A Florida teacher was fired hours after he asked students to write their own obituaries ahead of an active shooter drill on campus, the instructor and school district said Friday.
Psychology teacher Jeffrey Keene told NBC News he believes he used proper judgement for the assignment to 11th and 12th-graders during first period Tuesday at Dr. Phillips High School in Orlando.
After being told about the drill on Monday, Keene said he felt the obituaries would help the students reflect on their lives during the school shooter scenario.
"'This isn't a way to upset you or anything like that,'" he recalled telling his class of 35.
"It wasn't to scare them or make them feel like they were going to die, but just to help them understand what’s important in their lives and how they want to move forward with their lives and how they want to pursue things in their journey."
By second period, Keene, who'd just been hired in January, said students from that class were telling him they were being interviewed by school officials about the assignment.
And before the end of seventh period, he'd been fired.
"If you can't talk real to them, then what's happening in this environment?" Keene said. "In my mind, I've done nothing wrong."
A representative for the Orange County School District declined to substantively discuss the matter on Friday.
But when asked if Keene had been dismissed, the district spokesman said in statement: "Dr. Phillips High School families were informed that a teacher gave an inappropriate assignment about school violence. Administration immediately investigated and the probationary employee has been terminated."
Keene, 63, said he was a new hire and not a member of the union, and thus has no recourse to reverse the district's decision.
He hopes to find another teaching job and vowed not to change anything.
"I don't think I did anything incorrectly," Keene said. "I know hindsight is 20/20 but I honestly didn't think a 16-, 17-, 18-year-old would be offended or upset by talking about something we're already talking about."
https://www.nbcnews.com/news/us-news/florida-teacher-fired-asking-students-write-obituaries-day-active-shoo-rcna78722
I saw this today and found it fascinating. This teacher tried to make school shootings not just a drill to prepare for, but a true lesson to be learned from and he was immediately fired for it. Sounds like both students and teachers are getting fed up with nothing being done about near daily school shootings. What do you think about the lesson this teacher tried to give to his students and the response to it? It was, after all, a psychology class.
I've also been thinking a lot lately about what happens to gun rights in the US after 18 years of school shootings happening damn near daily and millions of people who lived through that scenario reach voting age? We're really close to that point given that Sandy Hook was 11 years ago. That means 11 years worth of graduates across the country who grew up and graduated in conditions of steady increases of school shootings. What do you think they will vote for generally when it comes to the second amendment?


_Task goal_
With the images removed, repeat the data below exactly.

(Component data from apps and pages)
»»
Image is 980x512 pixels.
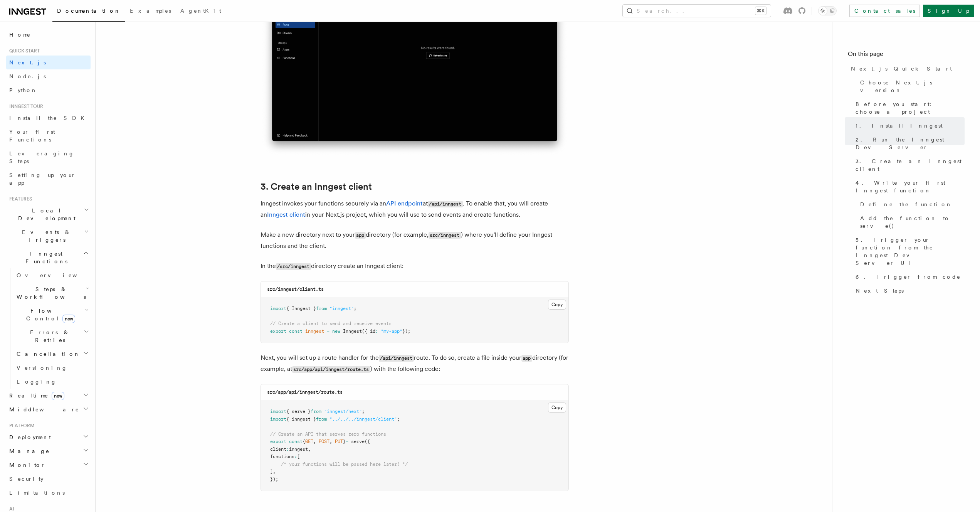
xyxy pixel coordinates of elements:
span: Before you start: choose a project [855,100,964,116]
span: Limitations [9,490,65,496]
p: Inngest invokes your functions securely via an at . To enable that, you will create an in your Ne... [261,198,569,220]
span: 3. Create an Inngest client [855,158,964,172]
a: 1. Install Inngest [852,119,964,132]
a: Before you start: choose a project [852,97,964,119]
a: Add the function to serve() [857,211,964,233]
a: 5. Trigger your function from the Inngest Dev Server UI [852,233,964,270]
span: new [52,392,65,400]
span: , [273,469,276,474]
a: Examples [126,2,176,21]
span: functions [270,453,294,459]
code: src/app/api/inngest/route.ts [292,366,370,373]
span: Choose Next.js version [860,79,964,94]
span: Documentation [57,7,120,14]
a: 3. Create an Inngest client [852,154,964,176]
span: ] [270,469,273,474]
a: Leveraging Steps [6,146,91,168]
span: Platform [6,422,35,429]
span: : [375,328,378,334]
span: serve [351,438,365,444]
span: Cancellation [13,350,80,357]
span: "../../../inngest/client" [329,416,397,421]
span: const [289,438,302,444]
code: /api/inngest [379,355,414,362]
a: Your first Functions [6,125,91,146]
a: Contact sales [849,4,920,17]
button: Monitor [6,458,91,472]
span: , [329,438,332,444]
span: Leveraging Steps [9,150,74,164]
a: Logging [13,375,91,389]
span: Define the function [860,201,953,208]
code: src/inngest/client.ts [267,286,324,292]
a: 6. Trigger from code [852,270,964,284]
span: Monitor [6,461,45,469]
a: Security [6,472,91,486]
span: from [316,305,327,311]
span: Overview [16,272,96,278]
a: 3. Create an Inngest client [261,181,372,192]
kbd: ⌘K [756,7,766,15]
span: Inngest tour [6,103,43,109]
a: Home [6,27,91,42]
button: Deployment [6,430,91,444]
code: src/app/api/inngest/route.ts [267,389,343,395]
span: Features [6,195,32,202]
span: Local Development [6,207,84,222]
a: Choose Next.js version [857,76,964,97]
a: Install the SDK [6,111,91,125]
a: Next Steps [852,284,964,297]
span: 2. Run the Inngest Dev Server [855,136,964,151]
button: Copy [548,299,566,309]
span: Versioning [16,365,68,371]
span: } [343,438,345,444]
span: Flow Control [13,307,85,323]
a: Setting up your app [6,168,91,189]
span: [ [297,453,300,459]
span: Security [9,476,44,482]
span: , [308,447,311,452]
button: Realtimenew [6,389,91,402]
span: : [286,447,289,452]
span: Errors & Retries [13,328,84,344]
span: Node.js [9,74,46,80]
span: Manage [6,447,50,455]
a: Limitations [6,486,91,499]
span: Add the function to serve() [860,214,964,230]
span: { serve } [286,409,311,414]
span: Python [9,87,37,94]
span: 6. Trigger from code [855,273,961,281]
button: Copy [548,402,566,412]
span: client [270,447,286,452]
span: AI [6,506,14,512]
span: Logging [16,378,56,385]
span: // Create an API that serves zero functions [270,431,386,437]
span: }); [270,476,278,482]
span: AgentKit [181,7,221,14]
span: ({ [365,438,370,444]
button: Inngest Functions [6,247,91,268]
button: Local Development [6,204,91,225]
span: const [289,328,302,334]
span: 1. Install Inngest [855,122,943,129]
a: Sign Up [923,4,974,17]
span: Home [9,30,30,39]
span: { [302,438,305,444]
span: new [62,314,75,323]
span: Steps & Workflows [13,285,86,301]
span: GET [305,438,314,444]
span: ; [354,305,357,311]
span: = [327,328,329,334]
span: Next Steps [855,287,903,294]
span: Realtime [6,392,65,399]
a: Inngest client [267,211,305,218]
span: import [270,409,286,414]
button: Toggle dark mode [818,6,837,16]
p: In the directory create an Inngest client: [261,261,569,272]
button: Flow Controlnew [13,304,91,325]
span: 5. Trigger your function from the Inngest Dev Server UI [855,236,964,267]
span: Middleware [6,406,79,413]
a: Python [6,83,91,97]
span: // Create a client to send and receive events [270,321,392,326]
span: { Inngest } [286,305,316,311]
««
_Response to this task_
Image is 980x512 pixels.
xyxy pixel coordinates of elements:
span: Before you start: choose a project [855,100,964,116]
span: Limitations [9,490,65,496]
p: Inngest invokes your functions securely via an at . To enable that, you will create an in your Ne... [261,198,569,220]
span: 3. Create an Inngest client [855,158,964,172]
a: 1. Install Inngest [852,119,964,132]
a: Before you start: choose a project [852,97,964,119]
a: Add the function to serve() [857,211,964,233]
a: 5. Trigger your function from the Inngest Dev Server UI [852,233,964,270]
span: new [52,392,65,400]
span: , [273,469,276,474]
a: Examples [126,2,176,21]
span: functions [270,453,294,459]
code: src/app/api/inngest/route.ts [292,366,370,373]
span: Choose Next.js version [860,79,964,94]
span: Documentation [57,7,120,14]
a: 3. Create an Inngest client [852,154,964,176]
span: ] [270,469,273,474]
a: Leveraging Steps [6,146,91,168]
span: Platform [6,422,35,429]
span: : [375,328,378,334]
span: serve [351,438,365,444]
span: Cancellation [13,350,80,357]
span: "../../../inngest/client" [329,416,397,421]
span: const [289,438,302,444]
code: /api/inngest [379,355,414,362]
a: Your first Functions [6,125,91,146]
a: Contact sales [849,4,920,17]
button: Monitor [6,458,91,472]
span: , [329,438,332,444]
span: Leveraging Steps [9,150,74,164]
a: Logging [13,375,91,389]
span: Define the function [860,201,953,208]
code: src/inngest/client.ts [267,286,324,292]
a: 6. Trigger from code [852,270,964,284]
span: Monitor [6,461,45,469]
a: Security [6,472,91,486]
span: from [316,305,327,311]
span: Overview [16,272,96,278]
a: 3. Create an Inngest client [261,181,372,192]
kbd: ⌘K [756,7,766,15]
span: Inngest tour [6,103,43,109]
a: Home [6,27,91,42]
button: Deployment [6,430,91,444]
code: src/app/api/inngest/route.ts [267,389,343,395]
span: Features [6,195,32,202]
span: Local Development [6,207,84,222]
a: Choose Next.js version [857,76,964,97]
a: Install the SDK [6,111,91,125]
a: Next Steps [852,284,964,297]
span: 2. Run the Inngest Dev Server [855,136,964,151]
button: Copy [548,299,566,309]
span: Versioning [16,365,68,371]
span: } [343,438,345,444]
span: Flow Control [13,307,85,323]
a: Setting up your app [6,168,91,189]
span: [ [297,453,300,459]
span: Security [9,476,44,482]
span: , [308,447,311,452]
button: Realtimenew [6,389,91,402]
span: : [286,447,289,452]
span: Errors & Retries [13,328,84,344]
span: Node.js [9,74,46,80]
span: Manage [6,447,50,455]
a: Limitations [6,486,91,499]
span: Add the function to serve() [860,214,964,230]
span: { serve } [286,409,311,414]
span: Python [9,87,37,94]
span: 6. Trigger from code [855,273,961,281]
button: Copy [548,402,566,412]
span: client [270,447,286,452]
span: AI [6,506,14,512]
span: Logging [16,378,56,385]
span: // Create an API that serves zero functions [270,431,386,437]
span: }); [270,476,278,482]
span: AgentKit [181,7,221,14]
span: ({ [365,438,370,444]
button: Inngest Functions [6,247,91,268]
button: Local Development [6,204,91,225]
span: const [289,328,302,334]
span: 1. Install Inngest [855,122,943,129]
a: Sign Up [923,4,974,17]
span: Home [9,30,30,39]
span: { [302,438,305,444]
span: new [62,314,75,323]
span: Steps & Workflows [13,285,86,301]
span: GET [305,438,314,444]
span: ; [354,305,357,311]
span: = [327,328,329,334]
span: Next Steps [855,287,903,294]
span: Realtime [6,392,65,399]
a: Inngest client [267,211,305,218]
span: import [270,409,286,414]
button: Toggle dark mode [818,6,837,16]
p: In the directory create an Inngest client: [261,261,569,272]
button: Flow Controlnew [13,304,91,325]
span: 5. Trigger your function from the Inngest Dev Server UI [855,236,964,267]
span: Middleware [6,406,79,413]
a: Python [6,83,91,97]
span: // Create a client to send and receive events [270,321,392,326]
span: { Inngest } [286,305,316,311]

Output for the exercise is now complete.